GARDENS OF THE NIGHT

Fan Review by Patsy, December 8, 2009

My first thought: It's not that Leslie is "too pretty" as many critics have said, it's just that the girl looks entirely "too intact" for someone who has lived through the horrors that Leslie, played so aptly by child actress Ryan Simpkins, has. There ought to be signs of prolonged hard drug use and addiction in the older Leslie. And I am not jabbing at actress Gillian Jacobs at all. I'm just saying that they should have applied makeup effects suggesting malnutrition, abuse scars, acne pocks, and the like. It's just hard to buy Jacobs as a lifelong street kid when she indeed looks like one of the girls in Teen Vogue!

Jacobs performance is a fine one, in spite of the missing evidence in her physical presentation, yet the performance of Tamra Hope in "The Nickel Children" is so much more powerfully delivered. Not only because Catherine (Cat) was constantly covered in bruises and cuts and the body filth of one who lives on the streets, but because her quieter, less verbal character seemed to crackle beneath the skin. I was just more impressed by Hope.

How is it that kids who sleep underneath a pier on the beach look so groomed and polished?! Where do they get so many different outfits to try on? How is it that Cat and her friend have access to a mildewy motel shower and Leslie and Donny do not, yet L&D look great?! They would have been so much more true to life smudged with street dirt and battered and hardened looking.

Still it would be terribly wrong for me to write off "Gardens" totally. I don't really believe one film is superior to the other, only some of the performances. As I stated in my review of "Children" some time back, both of these films are very important stories about pedophilia. While "Gardens" focuses on child trafficking, "Children" is mostly about incest and runaways. Both films discuss the exploitation, abuse and eventual discard of these children and have won richly deserved awards. Both are sincere, not exploitative to the issue for profits sake, that's for damned sure. Both were made on shoestring budgeting, and the cast and creators took great risks personally and professionally.

"Gardens" excels in educating parents about the horrors of child pornography, how those who promote it and produce it conspire together against their victims, parents, government and local law enforcement.

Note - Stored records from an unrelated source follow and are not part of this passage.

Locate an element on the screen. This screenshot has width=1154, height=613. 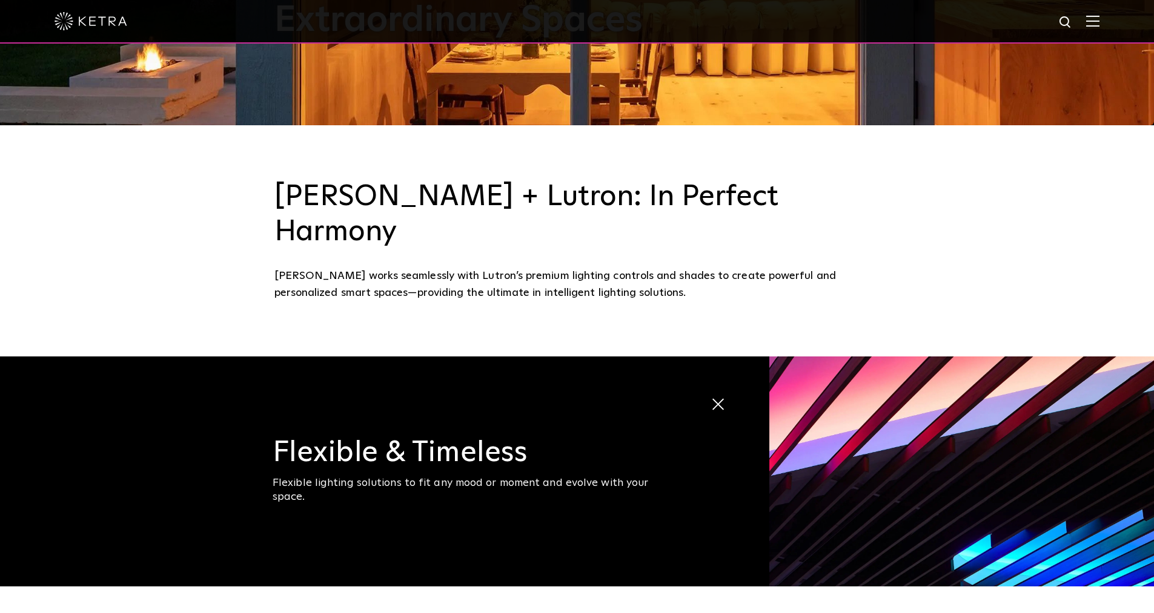
h3: Flexible & Timeless is located at coordinates (477, 453).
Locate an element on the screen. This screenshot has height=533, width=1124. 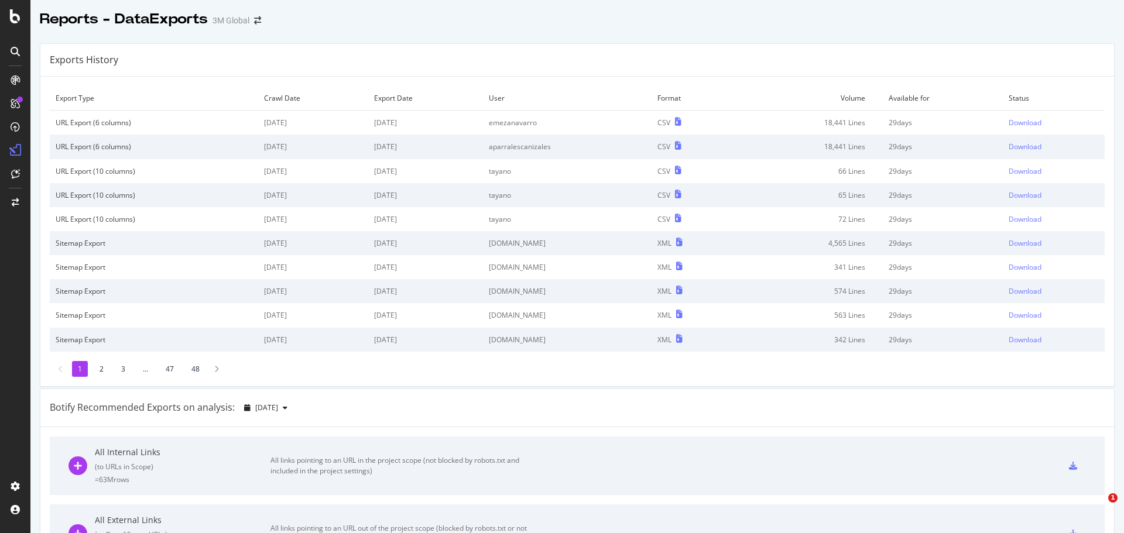
div: arrow-right-arrow-left is located at coordinates (258, 20).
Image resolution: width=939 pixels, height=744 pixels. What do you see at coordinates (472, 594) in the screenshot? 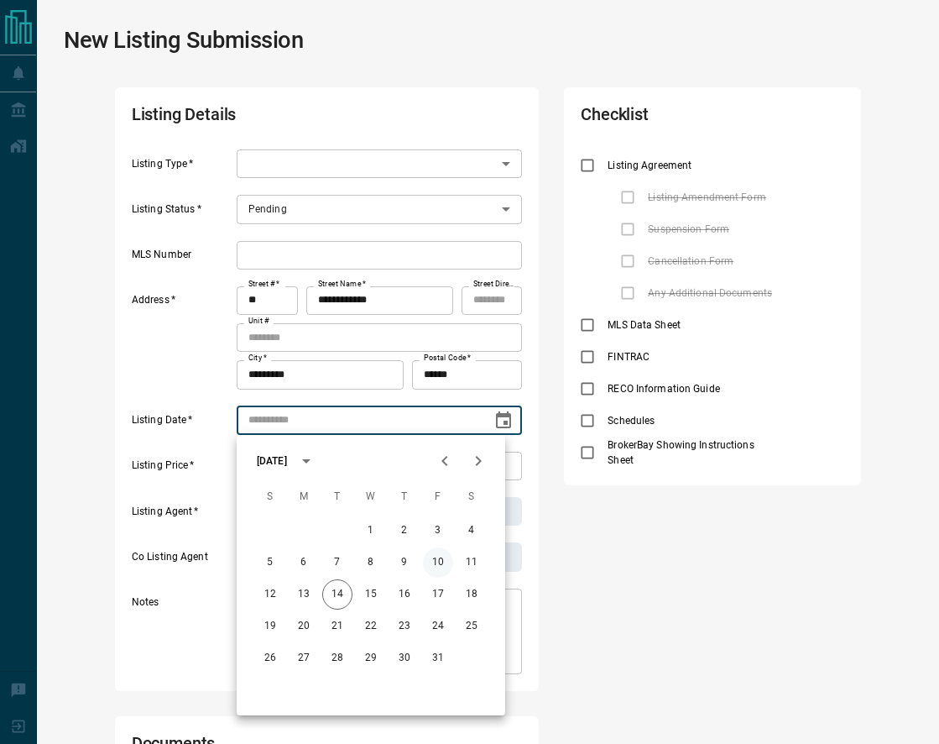
I see `button: 18` at bounding box center [472, 594].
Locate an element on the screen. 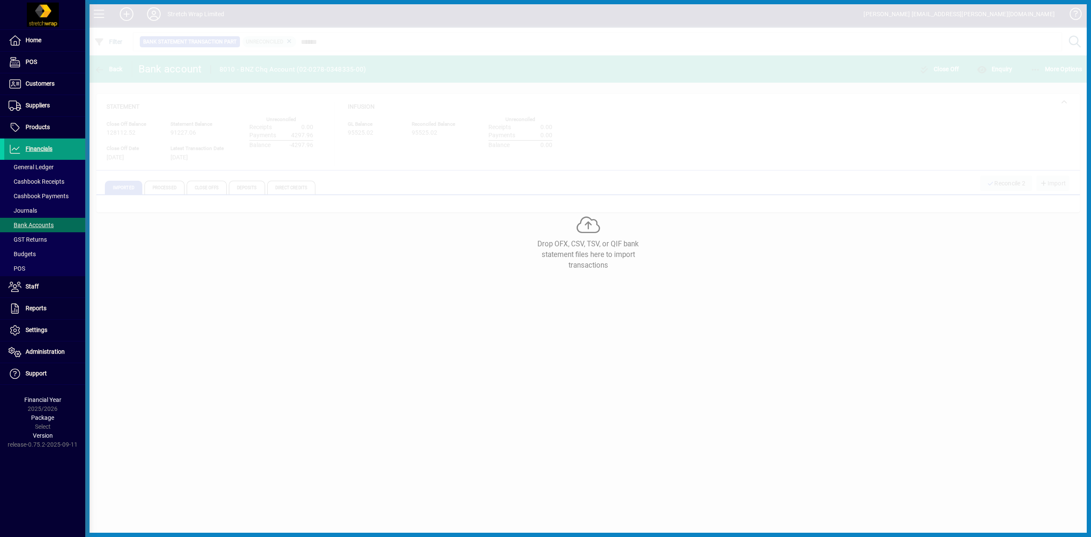 The image size is (1091, 537). a: Budgets is located at coordinates (45, 254).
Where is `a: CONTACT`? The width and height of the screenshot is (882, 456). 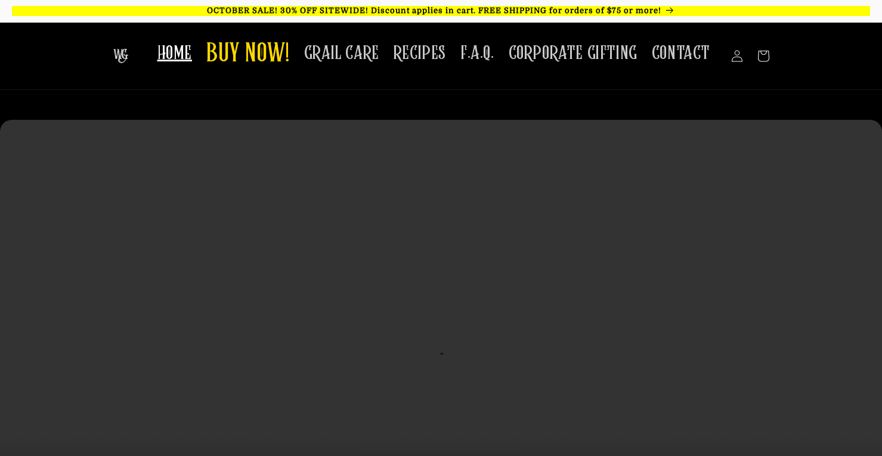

As to the film itself, the angelic voiceover of Ryan Simpkins reading exerpts from "The Jungle Book" is all the narration required. We see things from her eyes. It is good that the child's voice continues to be heard, even after the role is taken over by Jacobs, as I believe Simpkins does a much better job bringing the character to life. One major flaw I see is that there really should have been an intro to her parents at the start of the film--sure, we know her parents love her and will search for her after she's gone, but it is crucial to show this family together before the tragedy anyway. Leslie's family is not a statistic, it's one family with a horrible story to tell.

I despised Sisto in this film, as well it should be. His character, Jimmy if I remember right, was very "icky" to me. Not only physically, with his oily hair and sleazy little smiles. His short time on screen was not wasted at all. The little "sales pitch" thing about using photo albums...ugh, "Profitable...and safe." What a way to word something so vile. Safe...yes...for the ones doing the selling of the children. Safe from exposure, safe from internet interception, safe from prosecution and justice. The children, not safe. Characters like Jimmy and that foul Orlando, the guy at the motel, were probably the ones I hated most. The way they try to justify what they're doing. Orlando telling Leslie her own dad would have eventually "touched her" too, that "everyone does it", and Jimmy, acting like selling children is his "livleyhood". And that crap about "Oh, I'm not into it myself either, I just sell the kids." Puhh-leaze! It's stuff like that that makes Orlando and Jimmy worse than Alex and Frank.

I had a few ?s come up: Why the pink tutu? Is the other girl the judge's own daughter? Does he abuse her? Why were the cops who tried to raid Alex's house not at the back door as well as the front!? And why did that guy sitting there do absolutely nothing while Alex and Frank carried 2 bound and gagged small children away in their car??!!! That guy ought to be thrown in jail for sitting with his thumb up his ass and letting it happen!

I've suddenly run out of steam, and it's probably a good thing. You can tell this movie makes me mad as hell, but that's what it's supposed to do. I know I harped on a lot of the small details. What's important is that this film is about children endangered and it is real. I may like some things about the other film a little better, but both films are serious. Children are being sold into sex slavery in every country, every day. We need to know about it and we need to work together and stop it.